Friday, September 18, 2015

Two Classic Clifford Tori Animations

After much rummaging around my hard drive, I finally found some Clifford tori animations from my old site that clearly give a much better sense of how the (stereographically projected) tori change as the angle $\varphi$ changes from $0$ to $\pi/2$ (in the notation of the last 2 posts on this subject). Here, we've used the Clifford circles to see its effect on them as well.


It starts off with the first degenerate case of one single unit circle, and expands from there. We see that it eventually comes very close to the other degenerate case, that of the straight line, the $z$-axis.

Our next video requires more explanation. This time, we take one particular torus, namely the one of identical radii $\frac{1}{\sqrt{2}}$ (in the video, these two particular circles are highlighted red and blue). Now, a $3$-sphere, like any sphere, can be rotated (by a matrix, or a whole path of matrices, in $SO(4)$). Thus, of course, such a rotation can always be realized as a rigid motion of the ambient $4$-space containing this $3$-sphere.
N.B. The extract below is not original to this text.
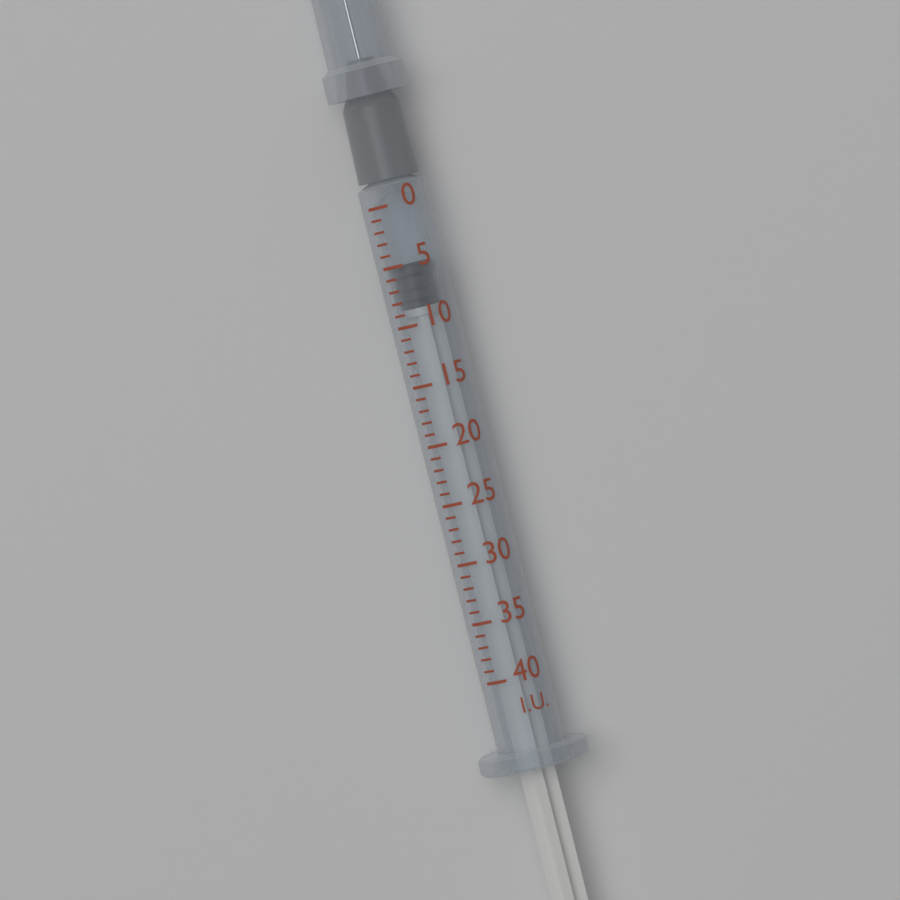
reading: 5 I.U.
It is possible to continuously rotate it so that the torus within has beginning and ending configurations that look the same, except that the red and blue circles have been swapped. If we restrict ourselves to $3$-space, such a rigid motion is impossible, but if we allow ourselves to let the torus pass through itself, then it, too, can be done. However, visualizing the $3$-sphere version in stereographic projection, with a $4$-space rotation, we effectively allow ourselves to distort distances (actually the $4$-space distance is not distorted; the distortion we see is an artifact of the stereographic projection), and add a "point at infinity," so a continuous rotation is allowed to take things through that point. The rotation of the ambient $3$-sphere does not preserve our usual set of nested tori, as can be seen by letting a matrix in $SO(4)$ act directly on the coordinates of our parametrization: it jumbles up all the components. So, of course, the torus undergoes a completely different kind of motion than in our previous "expander" video.


What happens is we inflate our inner tube, so a part of it gets puffed up to infinity, and wraps back around, turning the torus inside-out. In fact, after wrapping back around, we're "inflating" the outside of the torus. Or equivalently, getting back to donuts with frosting, the dough gets bigger and bigger, and when wrapping back around, almost all of space (plus a point at infinity) is dough, and the frosting bounds an inner-tube-shaped pocket of air.
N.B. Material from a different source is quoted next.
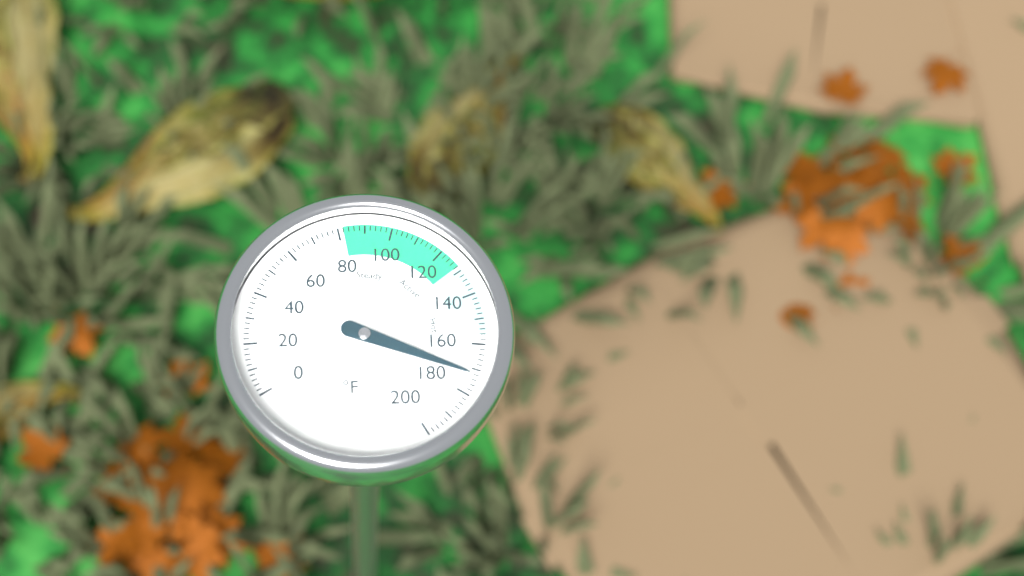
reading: 172 °F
Anyway, the full turning inside-out (which also swaps the red and blue circles, as promised) occurs exactly halfway through the movie (the rotation continues to restore the torus to its original state in the second half). Notice how the stripes on the torus which started out horizontal now are vertical, and what used to be the "apple core" shape which surrounds the donut hole now has become a "donut segment." Plus it just looks totally awesome!